James Marsters is unpacking one of his most uncomfortable scenes, which ultimately sent him to therapy.
The Buffy the Vampire Slayer alum recently described his “personal hell” as he reflected on a 2002 episode in which his vampire character Spike attempts to force himself on the titular slayer (played by Sarah Michelle Gellar).
“Buffy sent me into therapy, actually. Buffy crushed me,” said Marsters on Michael Rosenbaum‘s Inside of You podcast, adding: “It’s a problematic scene for a lot of people who like the show. And it’s the darkest professional day of my life.”
The scene from the Season 6 episode ‘Seeing Red’ is largely considered one of the hardest to watch in the Joss Whedon series, which ran for seven seasons on The WB from 1997 to 2003. To prove his love, Spike attempts to rape Buffy in her bathroom, although she’s able to fight him off.
“The writers were being asked to come up with their worst day, the day that they don’t talk about, their dark secret, the one that keeps them up at night, when they really hurt somebody or when they really got hurt or made a big mistake of some kind, and then slap metaphoric fangs on top of that dark secret and tell everybody about it,” he recalled.
“One of the the women writers actually had come up with this idea, because in college she had gotten broken up with and she went to her ex’s place and thought that if they made love one more time, everything would be fixed,” Marsters continued. “She kind of forced herself and he had to physically remove her from the premises, and that was one of the most painful memories of that time of her life.”
Marsters worried how the scene would be perceived by fans of the show, especially given the context of flipping the genders in the scenario.
“They thought that since Buffy was a superhero that they could flip the sexes, since Buffy could could defend herself very, very easily from this,” he explained. “They thought that they could have a man do it to a woman and it would be the same thing. I went to them and I said, ‘You know, guys, we’re providing a vicarious experience for the audience. Everyone who’s watching Buffy is Buffy, and they’re not superheroes, so I’m doing this to every member of the audience, and they’re going to have a very different reaction.’”
Contractually, Marsters “couldn’t say no,” adding: “We got the scene in the can, and it was hell. I was in [my] personal hell.”
“I don’t like sexual predation scenes, anything that has to do with it,” he noted. “I don’t audition for those things. If there’s a movie with that kind of material, I don’t go to see the movie. If it pops up on television, I’ve got to turn the television off before I break it. I have a very visceral reaction to that stuff.”
Although Gellar has watched much of the series with her family, she explained that ‘Seeing Red’ is one episode they skip. “I have trouble with [season] six. It wasn’t appropriate for them at the time, and I just don’t want to rewatch it,” she told The Hollywood Reporter last year.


Here is the listing. Report each line in it that contains the string "halfword".

_Data supplied_
BEGIN

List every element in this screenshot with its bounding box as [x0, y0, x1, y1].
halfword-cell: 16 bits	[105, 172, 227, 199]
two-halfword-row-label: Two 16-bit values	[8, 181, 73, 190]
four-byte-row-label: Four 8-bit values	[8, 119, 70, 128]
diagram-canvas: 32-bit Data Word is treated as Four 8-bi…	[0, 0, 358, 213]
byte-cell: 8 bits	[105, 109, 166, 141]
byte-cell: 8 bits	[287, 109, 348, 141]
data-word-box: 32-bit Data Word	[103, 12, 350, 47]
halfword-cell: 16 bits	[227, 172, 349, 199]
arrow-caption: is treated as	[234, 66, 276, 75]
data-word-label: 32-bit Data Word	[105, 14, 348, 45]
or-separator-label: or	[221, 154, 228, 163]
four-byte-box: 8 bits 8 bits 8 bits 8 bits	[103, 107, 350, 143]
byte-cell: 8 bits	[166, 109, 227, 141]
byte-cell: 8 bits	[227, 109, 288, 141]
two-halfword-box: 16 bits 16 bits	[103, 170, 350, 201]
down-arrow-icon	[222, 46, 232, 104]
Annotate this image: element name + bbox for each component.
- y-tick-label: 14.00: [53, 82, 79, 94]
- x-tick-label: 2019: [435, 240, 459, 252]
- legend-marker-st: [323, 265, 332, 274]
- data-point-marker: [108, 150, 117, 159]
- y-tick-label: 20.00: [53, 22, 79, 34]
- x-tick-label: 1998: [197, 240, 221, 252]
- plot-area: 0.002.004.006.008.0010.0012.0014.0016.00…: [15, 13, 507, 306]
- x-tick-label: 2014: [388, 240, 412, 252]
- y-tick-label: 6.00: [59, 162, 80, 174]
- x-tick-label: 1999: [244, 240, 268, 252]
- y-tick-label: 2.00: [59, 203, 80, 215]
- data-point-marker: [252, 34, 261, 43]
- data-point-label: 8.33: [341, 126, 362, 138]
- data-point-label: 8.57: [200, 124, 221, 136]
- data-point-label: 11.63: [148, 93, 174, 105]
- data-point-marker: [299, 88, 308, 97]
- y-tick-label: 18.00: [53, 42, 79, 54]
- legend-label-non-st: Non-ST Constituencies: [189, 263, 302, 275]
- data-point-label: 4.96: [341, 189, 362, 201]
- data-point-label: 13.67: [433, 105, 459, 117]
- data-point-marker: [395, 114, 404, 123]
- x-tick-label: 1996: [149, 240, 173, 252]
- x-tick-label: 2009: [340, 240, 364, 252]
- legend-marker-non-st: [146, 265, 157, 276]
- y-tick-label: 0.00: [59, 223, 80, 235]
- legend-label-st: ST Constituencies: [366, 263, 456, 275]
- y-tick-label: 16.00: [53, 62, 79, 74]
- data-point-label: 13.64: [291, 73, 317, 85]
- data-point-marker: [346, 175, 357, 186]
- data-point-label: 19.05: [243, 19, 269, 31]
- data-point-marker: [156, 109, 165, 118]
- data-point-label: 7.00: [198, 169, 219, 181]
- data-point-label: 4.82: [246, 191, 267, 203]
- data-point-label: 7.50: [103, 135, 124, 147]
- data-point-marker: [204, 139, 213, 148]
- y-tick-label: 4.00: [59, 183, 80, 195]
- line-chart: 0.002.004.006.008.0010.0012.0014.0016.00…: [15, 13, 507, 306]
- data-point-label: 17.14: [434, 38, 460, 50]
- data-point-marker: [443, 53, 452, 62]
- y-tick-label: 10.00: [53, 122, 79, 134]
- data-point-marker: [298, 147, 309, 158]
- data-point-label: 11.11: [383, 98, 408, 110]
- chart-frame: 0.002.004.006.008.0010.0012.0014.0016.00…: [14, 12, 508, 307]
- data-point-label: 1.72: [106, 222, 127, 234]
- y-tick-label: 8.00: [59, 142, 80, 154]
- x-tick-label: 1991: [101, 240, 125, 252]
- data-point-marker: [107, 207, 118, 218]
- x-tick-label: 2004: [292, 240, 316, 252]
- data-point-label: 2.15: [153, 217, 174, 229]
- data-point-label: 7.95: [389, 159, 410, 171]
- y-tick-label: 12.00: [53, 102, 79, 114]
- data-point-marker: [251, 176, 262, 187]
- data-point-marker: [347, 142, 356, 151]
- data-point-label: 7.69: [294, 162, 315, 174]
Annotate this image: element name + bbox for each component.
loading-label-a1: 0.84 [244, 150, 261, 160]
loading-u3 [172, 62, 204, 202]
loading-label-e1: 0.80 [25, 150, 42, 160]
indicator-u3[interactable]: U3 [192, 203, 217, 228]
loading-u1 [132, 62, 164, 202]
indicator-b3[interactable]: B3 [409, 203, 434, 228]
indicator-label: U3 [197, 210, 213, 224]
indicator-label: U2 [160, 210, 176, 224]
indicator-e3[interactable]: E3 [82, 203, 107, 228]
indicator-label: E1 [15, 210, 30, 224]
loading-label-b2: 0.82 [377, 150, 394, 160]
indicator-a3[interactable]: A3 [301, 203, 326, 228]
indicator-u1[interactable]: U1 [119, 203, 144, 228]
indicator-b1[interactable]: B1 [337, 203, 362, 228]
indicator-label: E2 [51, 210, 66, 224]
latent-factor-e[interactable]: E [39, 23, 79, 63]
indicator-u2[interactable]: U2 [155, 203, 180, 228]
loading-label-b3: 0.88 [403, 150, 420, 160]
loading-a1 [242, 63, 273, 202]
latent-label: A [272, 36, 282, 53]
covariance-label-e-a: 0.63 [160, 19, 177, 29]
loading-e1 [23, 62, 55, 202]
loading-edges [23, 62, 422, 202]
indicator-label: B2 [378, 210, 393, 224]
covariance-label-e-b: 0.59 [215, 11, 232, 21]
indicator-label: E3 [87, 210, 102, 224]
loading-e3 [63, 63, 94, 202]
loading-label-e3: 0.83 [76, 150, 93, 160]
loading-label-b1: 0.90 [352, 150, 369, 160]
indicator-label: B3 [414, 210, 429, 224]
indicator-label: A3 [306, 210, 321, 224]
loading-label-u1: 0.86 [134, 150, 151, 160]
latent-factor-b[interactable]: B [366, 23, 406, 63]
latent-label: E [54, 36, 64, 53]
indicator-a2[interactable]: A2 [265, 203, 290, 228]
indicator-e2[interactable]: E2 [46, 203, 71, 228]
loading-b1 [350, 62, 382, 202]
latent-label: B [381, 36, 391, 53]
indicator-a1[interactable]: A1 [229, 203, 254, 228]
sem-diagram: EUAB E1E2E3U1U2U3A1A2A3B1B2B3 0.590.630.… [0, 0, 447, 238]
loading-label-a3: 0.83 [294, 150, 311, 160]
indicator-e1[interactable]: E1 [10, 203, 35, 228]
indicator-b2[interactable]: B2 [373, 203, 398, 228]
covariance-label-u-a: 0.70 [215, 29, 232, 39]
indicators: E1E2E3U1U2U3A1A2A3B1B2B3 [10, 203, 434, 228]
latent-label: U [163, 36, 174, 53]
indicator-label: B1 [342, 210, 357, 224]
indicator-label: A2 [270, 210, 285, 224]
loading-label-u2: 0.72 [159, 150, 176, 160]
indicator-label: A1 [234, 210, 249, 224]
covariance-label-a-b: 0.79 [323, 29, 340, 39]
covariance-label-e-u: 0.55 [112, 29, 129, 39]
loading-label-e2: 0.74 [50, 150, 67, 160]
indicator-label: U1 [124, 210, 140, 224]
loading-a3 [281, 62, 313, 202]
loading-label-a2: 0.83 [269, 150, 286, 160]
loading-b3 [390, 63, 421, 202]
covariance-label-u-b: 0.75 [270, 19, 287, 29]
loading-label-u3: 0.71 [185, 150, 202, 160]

END
BEGIN

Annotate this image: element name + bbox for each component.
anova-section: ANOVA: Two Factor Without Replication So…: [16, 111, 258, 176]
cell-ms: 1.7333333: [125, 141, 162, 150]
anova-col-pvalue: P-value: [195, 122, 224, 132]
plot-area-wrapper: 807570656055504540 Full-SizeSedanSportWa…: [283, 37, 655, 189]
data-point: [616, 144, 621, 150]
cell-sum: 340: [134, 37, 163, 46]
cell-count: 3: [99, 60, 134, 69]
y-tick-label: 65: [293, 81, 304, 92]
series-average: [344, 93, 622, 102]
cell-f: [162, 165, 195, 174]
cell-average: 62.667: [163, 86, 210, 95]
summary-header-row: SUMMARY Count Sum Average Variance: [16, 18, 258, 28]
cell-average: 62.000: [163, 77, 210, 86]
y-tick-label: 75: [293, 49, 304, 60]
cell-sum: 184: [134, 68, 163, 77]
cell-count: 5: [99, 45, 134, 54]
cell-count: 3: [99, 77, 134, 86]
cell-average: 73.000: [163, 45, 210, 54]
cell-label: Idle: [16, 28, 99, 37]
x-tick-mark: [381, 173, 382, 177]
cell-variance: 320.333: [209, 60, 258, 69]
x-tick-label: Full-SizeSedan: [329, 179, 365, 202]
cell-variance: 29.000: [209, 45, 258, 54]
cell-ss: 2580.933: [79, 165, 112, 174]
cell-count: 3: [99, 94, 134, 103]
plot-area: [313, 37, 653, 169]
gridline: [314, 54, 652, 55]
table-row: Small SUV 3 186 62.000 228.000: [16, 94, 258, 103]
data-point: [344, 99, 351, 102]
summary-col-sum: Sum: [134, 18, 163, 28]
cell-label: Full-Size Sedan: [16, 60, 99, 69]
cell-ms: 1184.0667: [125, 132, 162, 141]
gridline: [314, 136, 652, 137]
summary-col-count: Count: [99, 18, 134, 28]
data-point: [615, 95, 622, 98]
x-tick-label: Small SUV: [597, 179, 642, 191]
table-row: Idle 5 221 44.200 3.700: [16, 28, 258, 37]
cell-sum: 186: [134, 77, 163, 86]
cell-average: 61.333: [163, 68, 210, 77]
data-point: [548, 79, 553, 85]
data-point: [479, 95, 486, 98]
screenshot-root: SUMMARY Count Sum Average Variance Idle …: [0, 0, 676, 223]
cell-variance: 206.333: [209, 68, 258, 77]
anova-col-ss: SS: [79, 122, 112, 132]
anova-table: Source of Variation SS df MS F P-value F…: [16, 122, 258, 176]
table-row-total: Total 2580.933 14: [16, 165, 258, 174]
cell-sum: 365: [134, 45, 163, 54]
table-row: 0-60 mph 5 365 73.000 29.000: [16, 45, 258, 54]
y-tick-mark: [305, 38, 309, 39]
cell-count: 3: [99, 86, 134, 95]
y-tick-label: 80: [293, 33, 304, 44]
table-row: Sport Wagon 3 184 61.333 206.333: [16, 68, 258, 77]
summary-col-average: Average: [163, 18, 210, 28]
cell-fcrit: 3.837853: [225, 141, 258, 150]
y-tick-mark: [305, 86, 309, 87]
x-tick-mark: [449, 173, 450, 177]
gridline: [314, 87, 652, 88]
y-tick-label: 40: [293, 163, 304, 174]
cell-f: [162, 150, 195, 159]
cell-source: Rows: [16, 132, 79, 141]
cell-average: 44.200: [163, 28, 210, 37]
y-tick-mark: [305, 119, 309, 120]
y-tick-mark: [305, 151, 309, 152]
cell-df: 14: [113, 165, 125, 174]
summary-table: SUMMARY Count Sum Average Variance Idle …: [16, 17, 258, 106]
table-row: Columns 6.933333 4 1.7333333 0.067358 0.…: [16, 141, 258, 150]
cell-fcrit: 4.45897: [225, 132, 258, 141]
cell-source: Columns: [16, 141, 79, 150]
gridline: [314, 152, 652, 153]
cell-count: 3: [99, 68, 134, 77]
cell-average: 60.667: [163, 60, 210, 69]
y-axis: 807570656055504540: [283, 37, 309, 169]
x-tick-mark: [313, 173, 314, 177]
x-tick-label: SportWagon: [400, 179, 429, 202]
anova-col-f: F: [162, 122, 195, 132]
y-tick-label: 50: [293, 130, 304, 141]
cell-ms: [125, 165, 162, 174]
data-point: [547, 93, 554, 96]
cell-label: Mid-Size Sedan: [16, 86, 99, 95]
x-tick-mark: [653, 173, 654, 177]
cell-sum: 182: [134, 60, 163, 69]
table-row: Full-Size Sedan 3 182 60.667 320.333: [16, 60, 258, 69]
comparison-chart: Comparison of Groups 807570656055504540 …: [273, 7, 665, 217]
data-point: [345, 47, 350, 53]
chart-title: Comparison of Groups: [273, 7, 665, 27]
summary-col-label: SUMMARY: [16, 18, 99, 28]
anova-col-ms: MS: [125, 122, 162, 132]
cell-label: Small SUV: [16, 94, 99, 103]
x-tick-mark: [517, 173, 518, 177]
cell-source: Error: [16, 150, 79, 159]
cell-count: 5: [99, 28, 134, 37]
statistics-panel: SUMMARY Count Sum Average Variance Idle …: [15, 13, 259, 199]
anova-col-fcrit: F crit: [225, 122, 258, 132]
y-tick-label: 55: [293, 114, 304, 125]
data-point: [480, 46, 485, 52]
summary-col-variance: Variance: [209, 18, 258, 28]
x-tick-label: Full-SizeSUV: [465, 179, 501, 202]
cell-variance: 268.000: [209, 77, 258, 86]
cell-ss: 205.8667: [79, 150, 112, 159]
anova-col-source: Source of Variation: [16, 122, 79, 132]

END

_Result_
halfword-cell: 16 bits	[105, 172, 227, 199]
two-halfword-row-label: Two 16-bit values	[8, 181, 73, 190]
halfword-cell: 16 bits	[227, 172, 349, 199]
two-halfword-box: 16 bits 16 bits	[103, 170, 350, 201]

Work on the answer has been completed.